Nocturnal and Sleep Heart Rates Linked to All-Cause Mortality
October 25, 2007 — Nocturnal heart rate measures from awake levels as well as heart rate during sleep are associated with all-cause mortality, according to the results of a study reported in the October 22 issue of the Archives of Internal Medicine.
"Although it has been somewhat overlooked, resting heart rate is an established predictor of cardiovascular and noncardiovascular outcome," write Iddo Z. Ben-Dov, MD, from the Hadassah–Hebrew University Medical Center in Jerusalem, Israel, and colleagues. "We assessed the determinants and mortality associations of heart rate measured during ambulatory blood pressure monitoring (ABPM) to evaluate its informativeness during activity and sleep."
The study cohort consisted of 3957 patients who were referred for ABPM from 1991 to 2005. Mean age was 55 ± 16 years; 58% of patients were treated for hypertension. Nondipping of heart rate was defined as (awake value − sleep value)/awake value < 0.1. Covariate associations with ambulatory heart rate indices were determined from linear and logistic regression models, and all-cause mortality was evaluated with Cox proportional hazards modeling.
Positive correlates of awake and sleep heart rates were female sex, body mass index, and treated diabetes. In contrast, age and treated hypertension were inversely associated with awake and sleep heart rates. All of these variables were associated with a lower magnitude of sleep-related dipping of heart rate.
Multivariate-adjusted odds ratios (ORs) for nondipping of heart rate during sleep were 1.02 (95% confidence interval [CI], 1.02 - 1.03) per year of age, 1.05 (95% CI, 1.03 - 1.06) for body mass index, 1.39 (95% CI, 1.20 - 1.60) for female sex, 1.30 (95% CI, 1.12 - 1.51) for daytime naps, 2.19 (95% CI, 1.87 - 2.57) for treated hypertension, and 1.38 (95% CI, 1.09 - 1.76) for treated diabetes.
Mortality analysis based on deciles of the different heart rate variables showed that only dip in heart rate had a robust linear relationship, with a hazard ratio (HR) of 2.67 (95% CI, 1.31 - 5.47) for the lowest vs the highest decile.
"In clinical practice, ambulatory heart rate adds prognostic information beyond that of other ABPM predictors," the study authors write. "Heart rate measures during sleep, and in particular the absence of dipping of heart rate to sleep levels, were independently associated with all-cause mortality.... We suggest that a sympathetic overactive state may be better represented by an elevated sleeping heart rate than by the clinic heart rate (owing in part to poor standardization of the latter and the white coat effect) or by the awake heart rate (owing to its dependence on physical activity and fitness as well as sympathetic drive)."
This study was supported in part by a research prize from the Israel Society of Hypertension. The study authors have disclosed no relevant financial relationships.
Arch Intern Med. 2007;167:2116-2121.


*ASSIGNED TASK:* Each line of the data below that carries the word "screenshot" needs to be copied.

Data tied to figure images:
----------
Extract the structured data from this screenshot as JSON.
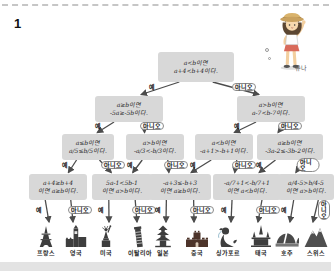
{
  "page": {
    "number_label": "1",
    "character_name": "유나"
  },
  "colors": {
    "box_fill": "#d8d8d8",
    "arrow": "#4c4c4c",
    "icon": "#3e3e3e"
  },
  "flowchart": {
    "yes_label": "예",
    "no_label": "아니오",
    "nodes": {
      "root": {
        "line1": "a<b이면",
        "line2": "a+4<b+4이다."
      },
      "row1": [
        {
          "line1": "a≥b이면",
          "line2": "-5a≥-5b이다."
        },
        {
          "line1": "a>b이면",
          "line2": "a-7<b-7이다."
        }
      ],
      "row2": [
        {
          "line1": "a≤b이면",
          "line2": "a/5≤b/5이다."
        },
        {
          "line1": "a>b이면",
          "line2": "-a/3<-b/3이다."
        },
        {
          "line1": "a<b이면",
          "line2": "-a+1>-b+1이다."
        },
        {
          "line1": "a≥b이면",
          "line2": "-3a-2≤-3b-2이다."
        }
      ],
      "row3": [
        {
          "line1": "a+4≥b+4",
          "line2": "이면 a≥b이다."
        },
        {
          "line1": "5a-1<5b-1",
          "line2": "이면 a>b이다."
        },
        {
          "line1": "-a+3≤-b+3",
          "line2": "이면 a≥b이다."
        },
        {
          "line1": "-a/7+1<-b/7+1",
          "line2": "이면 a<b이다."
        },
        {
          "line1": "a/4-5>b/4-5",
          "line2": "이면 a>b이다."
        }
      ]
    },
    "destinations": [
      {
        "name": "프랑스",
        "icon": "eiffel-tower-icon"
      },
      {
        "name": "영국",
        "icon": "big-ben-icon"
      },
      {
        "name": "미국",
        "icon": "statue-of-liberty-icon"
      },
      {
        "name": "이탈리아",
        "icon": "pisa-tower-icon"
      },
      {
        "name": "일본",
        "icon": "pagoda-icon"
      },
      {
        "name": "중국",
        "icon": "great-wall-icon"
      },
      {
        "name": "싱가포르",
        "icon": "merlion-icon"
      },
      {
        "name": "태국",
        "icon": "thai-temple-icon"
      },
      {
        "name": "호주",
        "icon": "opera-house-icon"
      },
      {
        "name": "스위스",
        "icon": "matterhorn-icon"
      }
    ]
  }
}
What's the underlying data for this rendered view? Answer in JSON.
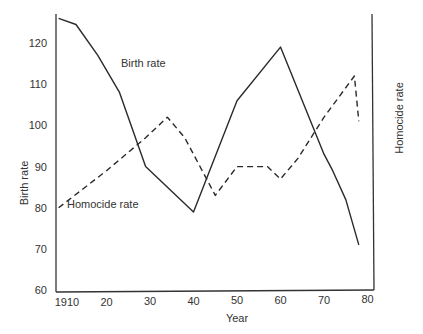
{
  "chart_data": {
    "type": "line",
    "title": "",
    "xlabel": "Year",
    "ylabel": "Birth rate",
    "ylabel_right": "Homocide rate",
    "xlim": [
      1909,
      1980
    ],
    "ylim": [
      60,
      126
    ],
    "x_ticks": [
      "1910",
      "20",
      "30",
      "40",
      "50",
      "60",
      "70",
      "80"
    ],
    "y_ticks": [
      "60",
      "70",
      "80",
      "90",
      "100",
      "110",
      "120"
    ],
    "grid": false,
    "legend": "inline labels",
    "series": [
      {
        "name": "Birth rate",
        "style": "solid",
        "x": [
          1909,
          1913,
          1918,
          1923,
          1929,
          1940,
          1950,
          1960,
          1970,
          1972,
          1975,
          1978
        ],
        "y": [
          126,
          124.5,
          117,
          108,
          90,
          79,
          106,
          119,
          93,
          89,
          82,
          71
        ]
      },
      {
        "name": "Homocide rate",
        "style": "dashed",
        "x": [
          1909,
          1920,
          1929,
          1934,
          1938,
          1945,
          1950,
          1957,
          1960,
          1964,
          1970,
          1977,
          1978
        ],
        "y": [
          80,
          89,
          97,
          102,
          97,
          83,
          90,
          90,
          87,
          92,
          102,
          112,
          101
        ]
      }
    ],
    "annotations": [
      {
        "text": "Birth rate",
        "near": [
          1922,
          113
        ]
      },
      {
        "text": "Homocide rate",
        "near": [
          1913,
          79
        ]
      }
    ]
  }
}
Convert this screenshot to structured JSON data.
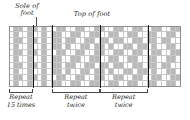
----------
*RESPONSE BOX:*
Extract the structured data from this screenshot as JSON.
Convert this screenshot to structured JSON data.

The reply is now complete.